Sunday, January 03, 2010

Steven Seagal: Lawman – Season 1 Episode 7 – "To Live or Die"

Defining the object should always be the first task of analysis. Narrow your eyes, focus on the object, trace the contours, ready the scalpel held clenched in the hand. It’s simple good practice. But Steven Seagal makes this difficult. His character – as we have witnessed it, a throbbing figure enclosed within the show Steven Seagal: Lawman – is in possession of many diverse attributes. Multifaceted Seagal oscillates at a rate of knots, switching hats with nary a thought for continuity. One moment he’s the pinnacle of Zen calm, the next he’s a furious implement of the law. Within minutes he goes from lecturing on the dangers of guns to playing real life Time Crisis in a tornado of grinning joviality.

Episode seven problematises our definition of Seagal even more. For some time Seagal and his comrades have been visiting victims of Hurricane Katrina, the poor people whose homes were wrecked in the storm. We see a couple having to rebuild their house from scratch. They are forced to live in a trailer by the side of the lawn, dedicating every spare minute to laying floorboards and putting in fresh windows. Misfortune has hampered their very existence. Luckily for them Seagal is coming round for tea. Not only does he sup down the tea with the finest Darjeeling swallow I’ve ever seen, but he also deigns to showcase a new skill. Enter Seagal the painter.

The maestro is seemingly a composition of innumerable tints. Cast across Seagal’s pupils are a thousand stelae, each one of which is inscribed with a long inventory of his skills. Alas we’ll never see them, never read their words, never study their meaning. All we have are the pronouncements given form in
Lawman.

Seagal, paintbrush in hand, splashes white upon the house walls, warmed by countless loving looks thrust at him by the couple. They appreciate his good deeds. Seagal eases into a Michelangelo trance, colours twenty Adams and seven Noahs, then leaves to join his boys on the street beat. The artist has many drains upon his time.

Intercut with this dazzling display of aesthetic elegance are scenes of brutal criminality. These two threads are generated to underscore the antithetical relationship between artisanal creation and criminal iniquity. What can be more the obscene opposite of art than the dirty murderers that Seagal and co spend half the episode chasing? Homicide has no place in Jefferson Parish, Louisiana. We see the officers don sober faces and bemoan the attack on two men. Seagal, angst-ridden and approaching a stage of despair, takes a moment to quote from Madame Bovary apropos their position: “our duty is to feel what is sublime and cherish what is beautiful.” Clearly the murderers hinder this mission. He goes on to poetically render his feelings further: “that really pisses me off bad.”

The episode ends with a final turn on the carousel of wildly burgeoning Seagalian talents. Seagal arrives back at the house-building couple. They have successfully rebuilt their home and are having a party to celebrate. Naturally they are jubilant at the arrival of Seagal. Not only has he brought upon them his presence, but he also comes bearing gifts. Enter Seagal the botanist. From the rear of his vehicle, now a makeshift greenhouse, come ferns and daffodils, roses and orchids, thick bushes of wholesomely verdant bamboo. The happy couple accept Seagal’s plants before Seagal rushes off to deliver a sycamore tree to another housewarming.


■ Task item: Within the entries below, the lines from the one with "Image is 868x412 pixels." through the one with "Image is 336x600 pixels." are to be set down exactly, both ends kept.

── Data under study

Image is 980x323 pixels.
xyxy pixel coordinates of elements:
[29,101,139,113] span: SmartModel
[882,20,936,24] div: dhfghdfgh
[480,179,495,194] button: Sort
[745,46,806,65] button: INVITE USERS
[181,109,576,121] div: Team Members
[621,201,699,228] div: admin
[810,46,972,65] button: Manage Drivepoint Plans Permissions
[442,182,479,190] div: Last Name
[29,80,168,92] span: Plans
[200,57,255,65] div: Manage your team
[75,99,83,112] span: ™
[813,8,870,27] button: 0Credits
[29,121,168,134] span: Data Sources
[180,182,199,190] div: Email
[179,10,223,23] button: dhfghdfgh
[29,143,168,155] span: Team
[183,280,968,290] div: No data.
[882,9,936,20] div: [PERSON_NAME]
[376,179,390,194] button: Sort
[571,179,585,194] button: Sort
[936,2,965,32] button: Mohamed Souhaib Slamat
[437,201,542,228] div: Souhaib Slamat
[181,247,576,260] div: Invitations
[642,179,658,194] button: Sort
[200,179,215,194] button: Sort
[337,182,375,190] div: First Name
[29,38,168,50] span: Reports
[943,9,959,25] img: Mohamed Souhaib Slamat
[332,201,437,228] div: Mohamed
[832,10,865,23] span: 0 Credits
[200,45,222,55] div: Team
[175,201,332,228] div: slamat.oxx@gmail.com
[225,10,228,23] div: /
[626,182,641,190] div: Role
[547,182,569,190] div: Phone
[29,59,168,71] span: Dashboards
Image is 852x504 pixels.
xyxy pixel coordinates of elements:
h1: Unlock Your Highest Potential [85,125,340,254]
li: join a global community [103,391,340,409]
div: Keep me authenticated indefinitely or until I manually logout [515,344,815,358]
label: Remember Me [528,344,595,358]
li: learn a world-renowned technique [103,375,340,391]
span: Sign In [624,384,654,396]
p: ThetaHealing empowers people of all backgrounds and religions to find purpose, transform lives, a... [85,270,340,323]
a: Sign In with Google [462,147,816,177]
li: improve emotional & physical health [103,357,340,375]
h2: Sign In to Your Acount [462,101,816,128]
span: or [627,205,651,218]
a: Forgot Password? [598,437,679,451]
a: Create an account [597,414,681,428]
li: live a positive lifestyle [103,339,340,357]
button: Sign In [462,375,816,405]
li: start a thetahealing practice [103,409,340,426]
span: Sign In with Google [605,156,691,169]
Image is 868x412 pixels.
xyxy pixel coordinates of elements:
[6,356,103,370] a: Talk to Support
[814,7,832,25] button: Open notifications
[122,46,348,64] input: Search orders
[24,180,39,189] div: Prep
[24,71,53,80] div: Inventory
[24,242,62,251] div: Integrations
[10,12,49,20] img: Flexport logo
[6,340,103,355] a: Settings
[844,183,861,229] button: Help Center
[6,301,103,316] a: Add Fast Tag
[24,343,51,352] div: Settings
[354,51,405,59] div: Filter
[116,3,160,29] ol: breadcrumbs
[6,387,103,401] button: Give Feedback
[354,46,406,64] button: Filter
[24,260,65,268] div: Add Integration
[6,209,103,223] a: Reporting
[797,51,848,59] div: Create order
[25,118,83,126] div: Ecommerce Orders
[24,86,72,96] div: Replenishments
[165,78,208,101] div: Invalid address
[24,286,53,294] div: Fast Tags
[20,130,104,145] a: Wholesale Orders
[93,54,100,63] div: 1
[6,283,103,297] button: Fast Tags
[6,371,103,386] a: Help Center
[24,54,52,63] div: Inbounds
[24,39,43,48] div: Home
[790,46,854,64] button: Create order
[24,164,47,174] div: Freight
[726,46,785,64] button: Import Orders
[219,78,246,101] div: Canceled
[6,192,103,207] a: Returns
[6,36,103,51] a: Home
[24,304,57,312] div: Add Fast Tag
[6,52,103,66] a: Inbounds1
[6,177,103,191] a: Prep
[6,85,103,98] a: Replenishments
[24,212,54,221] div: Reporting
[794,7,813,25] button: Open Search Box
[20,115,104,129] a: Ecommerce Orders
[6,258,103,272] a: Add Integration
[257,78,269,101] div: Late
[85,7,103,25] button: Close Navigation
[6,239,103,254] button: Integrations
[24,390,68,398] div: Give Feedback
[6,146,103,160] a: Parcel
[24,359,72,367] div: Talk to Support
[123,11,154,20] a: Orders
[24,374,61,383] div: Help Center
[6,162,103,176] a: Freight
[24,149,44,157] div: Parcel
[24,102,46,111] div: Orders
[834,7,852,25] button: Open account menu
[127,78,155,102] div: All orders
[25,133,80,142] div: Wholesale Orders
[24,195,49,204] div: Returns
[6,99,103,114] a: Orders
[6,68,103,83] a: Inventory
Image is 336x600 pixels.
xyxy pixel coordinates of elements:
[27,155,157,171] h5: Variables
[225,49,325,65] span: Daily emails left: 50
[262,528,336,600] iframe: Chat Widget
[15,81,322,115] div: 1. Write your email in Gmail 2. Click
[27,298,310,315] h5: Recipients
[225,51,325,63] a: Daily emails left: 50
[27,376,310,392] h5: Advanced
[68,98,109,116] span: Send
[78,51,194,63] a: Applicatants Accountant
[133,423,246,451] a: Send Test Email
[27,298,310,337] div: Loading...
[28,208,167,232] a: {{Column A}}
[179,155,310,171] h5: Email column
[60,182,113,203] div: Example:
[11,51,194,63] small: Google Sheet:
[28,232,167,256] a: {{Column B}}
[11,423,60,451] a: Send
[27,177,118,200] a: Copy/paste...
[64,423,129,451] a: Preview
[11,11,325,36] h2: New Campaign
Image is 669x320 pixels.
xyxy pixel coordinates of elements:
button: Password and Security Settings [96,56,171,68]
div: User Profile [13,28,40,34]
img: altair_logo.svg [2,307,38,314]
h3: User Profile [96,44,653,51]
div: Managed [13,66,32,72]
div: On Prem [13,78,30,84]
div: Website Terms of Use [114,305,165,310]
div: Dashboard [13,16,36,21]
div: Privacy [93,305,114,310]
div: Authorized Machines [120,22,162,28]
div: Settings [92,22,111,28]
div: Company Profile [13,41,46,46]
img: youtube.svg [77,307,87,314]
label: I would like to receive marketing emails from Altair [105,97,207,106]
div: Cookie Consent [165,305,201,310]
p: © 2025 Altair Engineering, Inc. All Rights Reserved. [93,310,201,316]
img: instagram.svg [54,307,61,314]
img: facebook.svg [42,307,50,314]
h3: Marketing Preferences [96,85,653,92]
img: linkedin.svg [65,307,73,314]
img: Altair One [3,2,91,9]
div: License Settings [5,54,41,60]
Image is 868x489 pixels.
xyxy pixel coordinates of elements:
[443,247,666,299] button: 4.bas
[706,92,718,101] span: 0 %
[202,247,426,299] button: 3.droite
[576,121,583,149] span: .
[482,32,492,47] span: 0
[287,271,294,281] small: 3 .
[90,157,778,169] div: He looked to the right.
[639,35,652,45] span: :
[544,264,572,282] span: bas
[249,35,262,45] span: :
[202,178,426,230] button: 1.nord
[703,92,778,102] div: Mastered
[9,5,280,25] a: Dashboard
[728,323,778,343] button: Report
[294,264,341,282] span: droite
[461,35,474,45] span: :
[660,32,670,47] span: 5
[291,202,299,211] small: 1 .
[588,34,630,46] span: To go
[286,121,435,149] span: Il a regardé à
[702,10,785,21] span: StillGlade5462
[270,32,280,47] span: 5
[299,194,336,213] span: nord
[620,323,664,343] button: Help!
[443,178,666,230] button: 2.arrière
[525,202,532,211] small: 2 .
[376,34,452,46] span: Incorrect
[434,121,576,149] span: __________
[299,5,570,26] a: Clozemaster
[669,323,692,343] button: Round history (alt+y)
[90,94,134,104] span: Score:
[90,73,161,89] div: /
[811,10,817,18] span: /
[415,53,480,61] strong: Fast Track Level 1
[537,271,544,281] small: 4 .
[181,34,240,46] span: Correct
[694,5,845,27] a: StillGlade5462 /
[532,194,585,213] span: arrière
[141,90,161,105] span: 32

────

■ Solution:
Image is 868x412 pixels.
xyxy pixel coordinates of elements:
[6,356,103,370] a: Talk to Support
[814,7,832,25] button: Open notifications
[122,46,348,64] input: Search orders
[24,180,39,189] div: Prep
[24,71,53,80] div: Inventory
[24,242,62,251] div: Integrations
[10,12,49,20] img: Flexport logo
[6,340,103,355] a: Settings
[844,183,861,229] button: Help Center
[6,301,103,316] a: Add Fast Tag
[24,343,51,352] div: Settings
[354,51,405,59] div: Filter
[116,3,160,29] ol: breadcrumbs
[6,387,103,401] button: Give Feedback
[354,46,406,64] button: Filter
[24,260,65,268] div: Add Integration
[6,209,103,223] a: Reporting
[797,51,848,59] div: Create order
[25,118,83,126] div: Ecommerce Orders
[24,86,72,96] div: Replenishments
[165,78,208,101] div: Invalid address
[24,286,53,294] div: Fast Tags
[20,130,104,145] a: Wholesale Orders
[93,54,100,63] div: 1
[6,283,103,297] button: Fast Tags
[6,371,103,386] a: Help Center
[24,54,52,63] div: Inbounds
[24,39,43,48] div: Home
[790,46,854,64] button: Create order
[24,164,47,174] div: Freight
[726,46,785,64] button: Import Orders
[219,78,246,101] div: Canceled
[6,192,103,207] a: Returns
[6,36,103,51] a: Home
[24,304,57,312] div: Add Fast Tag
[6,52,103,66] a: Inbounds1
[6,177,103,191] a: Prep
[6,85,103,98] a: Replenishments
[24,212,54,221] div: Reporting
[794,7,813,25] button: Open Search Box
[20,115,104,129] a: Ecommerce Orders
[6,258,103,272] a: Add Integration
[257,78,269,101] div: Late
[85,7,103,25] button: Close Navigation
[6,239,103,254] button: Integrations
[24,390,68,398] div: Give Feedback
[6,146,103,160] a: Parcel
[24,359,72,367] div: Talk to Support
[123,11,154,20] a: Orders
[24,374,61,383] div: Help Center
[6,162,103,176] a: Freight
[24,149,44,157] div: Parcel
[24,102,46,111] div: Orders
[834,7,852,25] button: Open account menu
[127,78,155,102] div: All orders
[25,133,80,142] div: Wholesale Orders
[24,195,49,204] div: Returns
[6,99,103,114] a: Orders
[6,68,103,83] a: Inventory
Image is 336x600 pixels.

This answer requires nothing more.